In the story, the main facets of Kolkata’s physical and socio-economic landscape are portrayed through the lives of the successful but troubled architect, his independent minded lady love, and a deranged younger brother. Vimukthi has portrayed India in all its nuanced complexity

Drawn to Bengal

In a conversation with this writer, Vimukthi revealed how he hit upon the idea of making a film in Bengali.

“I have travelled in India extensively, and made many friends in the film world. As a student at the Film and Television Institute in Pune, I saw a lot of films and was particularly fond of Bengali film makers Satyajit Ray and Ritwik Ghatak. I got the craft of film making from Ray and my political sensibilities from Ghatak,” Vimukthi said. 

Asked what attracted him to Bengal, he said: “During my visits to Kolkata, I found that the sights, sounds, the music and the people were familiar, very much like what one would encounter back home in Sri Lanka. The peoples’ sensibilities were similar too. I did not for a moment feel that I was in a foreign land.”

The idea of making a film in India came up at a meeting with his long standing Kolkata-based friend, Bappaditya Bandhopadhyay, a producer and director of Bengali films. Bappaditya said he could rope in Vinod Lahoti, a Kolkata film financier if Vimukthi wanted to make a Bengali film.

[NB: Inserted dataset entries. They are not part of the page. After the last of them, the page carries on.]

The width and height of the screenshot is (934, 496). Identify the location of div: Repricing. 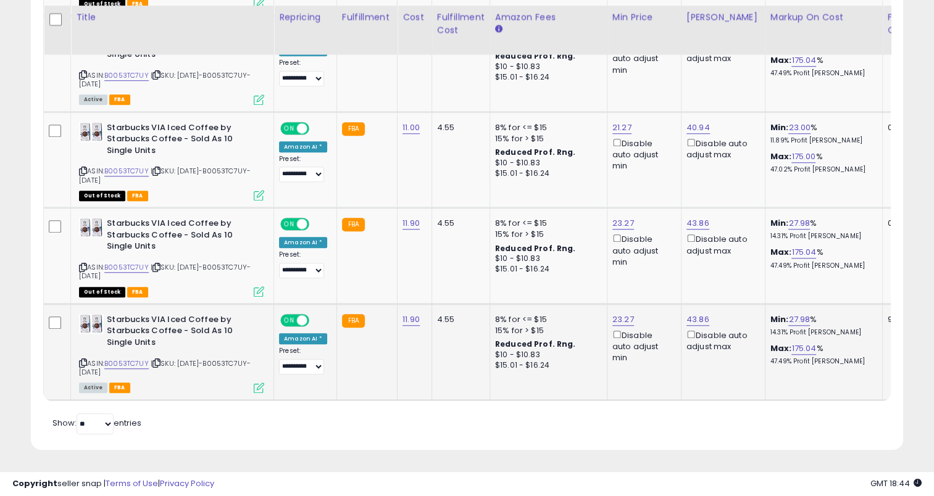
(305, 17). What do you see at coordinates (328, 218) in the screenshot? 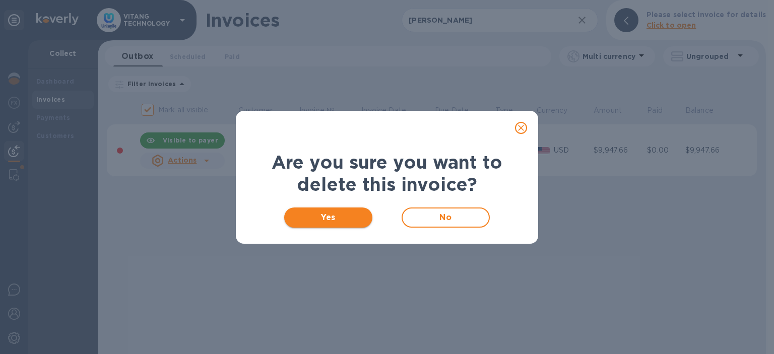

On choosing the subject and the story Vimukthi said: “I hadn’t a clue about what to portray. So, I decided to roam the streets of Kolkata day after day, observing the lives of the people in various parts of the city at various times. What struck me at that time was the mushrooming of posh high rise buildings in sharp contrast to the squalor around. I saw the sharp differences existing between the rich and the poor and how the poor were duped into parting with their agricultural land for small sums of money on the promise of jobs on the construction sites.”

From interactions with the middle classes, he learnt about their aspirations and problems. He also found that at least a section of Kolkata society was aware that people were being taken for a ride. This is brought out in a scene in the film in which an old man is trying to wake up a younger man sleeping under a bridge by telling him loudly how the British bought the three villages which became the nucleus of the imperial city of Calcutta for a mere Rs. 1,300 and that a similar thing is happening now.

If Chatrak is followed by more cross-border artistic ventures, links between Sri Lanka and Bengal (including Bangladesh) could be revived for mutual benefit.